Showing posts with label NC homicide. Show all posts
Showing posts with label NC homicide. Show all posts

Tuesday, October 25, 2011

Catching Nayla's Tears


“Durham is known for being the place you go if you wanna kill a black man and get away with it,” Nayla Rudder told me after her boyfriend was murdered. He was the only boyfriend she ever knew. They fell in love when she was 15. I was preparing to perform their wedding ceremony before he was killed.

Their life of love came to a tragic end on June 18, 2011 when a car pulled up next to his and a person inside fired bullets at Michael Hunter. Hunter, 30, drove his car 200 yards until he lost control and crashed into a tree near the Fayetteville Street exit ramp on the Durham Freeway. He was pronounced dead at the scene.

It happened in the middle of the day. “Someone had to see something,” Rudder told me as she fought back the tears caused by the memory of the love she has lost. “The police know who did it.”

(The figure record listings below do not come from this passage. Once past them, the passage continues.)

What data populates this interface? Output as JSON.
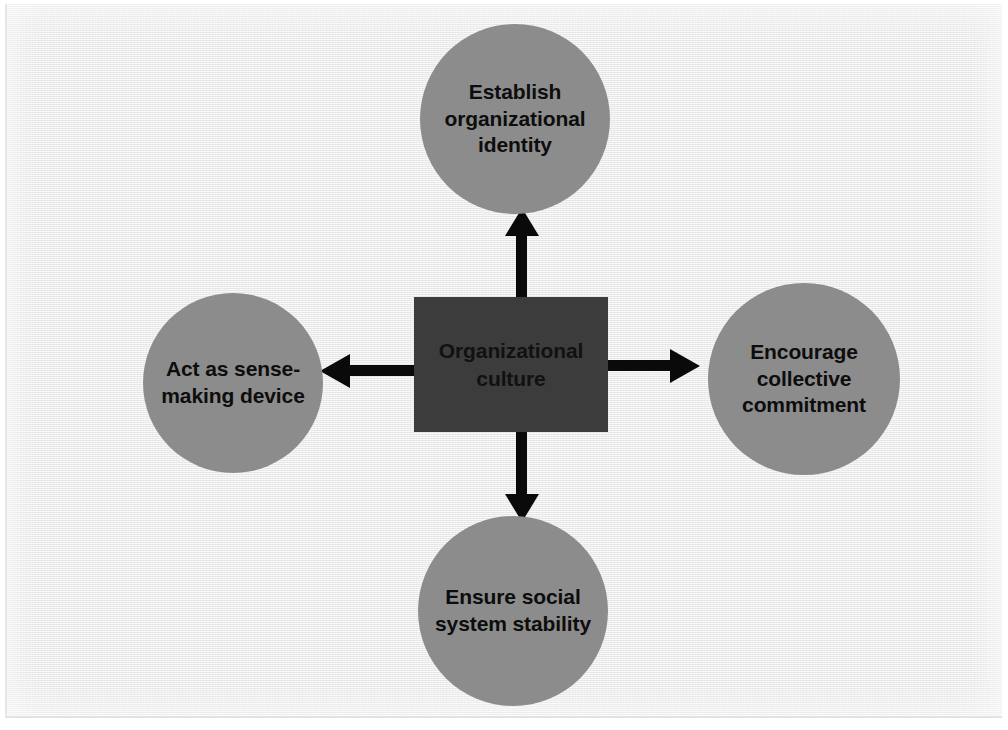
{
  "diagram": {
    "type": "hub-and-spoke",
    "center": {
      "label": "Organizational culture",
      "shape": "rectangle",
      "fill": "#3c3c3c"
    },
    "nodes": [
      {
        "id": "top",
        "label": "Establish organizational identity",
        "shape": "circle",
        "fill": "#8c8c8c",
        "direction": "up"
      },
      {
        "id": "right",
        "label": "Encourage collective commitment",
        "shape": "circle",
        "fill": "#8c8c8c",
        "direction": "right"
      },
      {
        "id": "bottom",
        "label": "Ensure social system stability",
        "shape": "circle",
        "fill": "#8c8c8c",
        "direction": "down"
      },
      {
        "id": "left",
        "label": "Act as sense-making device",
        "shape": "circle",
        "fill": "#8c8c8c",
        "direction": "left"
      }
    ],
    "arrows": [
      {
        "id": "arrow-up",
        "from": "center",
        "to": "top",
        "direction": "up",
        "color": "#0a0a0a"
      },
      {
        "id": "arrow-right",
        "from": "center",
        "to": "right",
        "direction": "right",
        "color": "#0a0a0a"
      },
      {
        "id": "arrow-down",
        "from": "center",
        "to": "bottom",
        "direction": "down",
        "color": "#0a0a0a"
      },
      {
        "id": "arrow-left",
        "from": "center",
        "to": "left",
        "direction": "left",
        "color": "#0a0a0a"
      }
    ],
    "colors": {
      "background": "#eeeeee",
      "node_fill": "#8c8c8c",
      "center_fill": "#3c3c3c",
      "arrow": "#0a0a0a",
      "text": "#0d0d0d"
    }
  }
}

She gazed at the daughter left behind. “I have to do it by myself now,” her tears robbed me of the strength needed in that moment. “Another black man killed for no reason.” I nodded my head and counted the love ones lost over the years-Juan Coleman, 27, Jamel Holloway, 27, Lennis Harris Jr., 24, and Jonathan Skinner, 26. I pondered the pain of my friends Lennis Sr. and Donnamaria Harris after receiving word that their son was killed along with three others.

The quadruple homicide that rocked the city happened close to six years ago. Rudder still waits for her own justice. She waits knowing enough, but not enough to put an end to this madness. Like so many waiting for a conviction, the healing can’t begin in earnest until a face is placed on the reason behind their nightmares. The ongoing quest for justice obstructs the ability to release enough to live.

I remember first reading about Hunter’s murder. It was part of a sickening week were two black men were murdered on the Durham Freeway-one on Saturday and another on the following Monday. I read it with interest. I felt sorrow for the families, but then I ran into my friend Nayla. She helped me make the connection that the news article failed to make for me. I knew him. I know her. They are a part of me.

There is a lesson in Nayla’s pain. She shouldn’t have to carry all of that sorrow on her own. The loss of Michael is our loss. There is a teenager who will grow up without a father to show his love. She will grow up aching while doing her best to live according to the expectations of grown folks. How do you study when daddy is gone? How do you maneuver through puberty with the brokenness caused by the loss of your papa?

I watched as Nayla trembled to fight the eruption of tears. I contemplated the list of loses I’ve endured over the years-Tia Carraway, murdered on the 4th of July 2001 while taking a lunch break at Durham Regional Hospital. She was killed execution style on Barbee Road. I shed a tear for my friend. Delia Allen, killed at the I-Hop while waiting to eat breakfast, Keshaun Patterson, 17, killed at the Northgate Mall, two-year old Shaquana Atwater, gunned down while playing in Few Gardens in 1994. The list goes on. Too many tears to count. Too many memories to run away.

I sucked in the pain long enough to be present with my friend. From there I ran to my car to release the ache of two many funerals. “He was the same age of my own son,” I howled in frustration. “He is someone’s son, someone’s nephew, someone’s grandson, someone’s cousin. He is someone’s friend. He’s someone’s daddy, and he is the love of Nayla’s life.

I couldn’t catch the tears. I never can. I allowed them to remind me of my purpose. Even though it hurts we must be reminded that we are connected to one another. Nayla’s tears belong to me. They belong to all of us. Because, deep down, we are just one big family.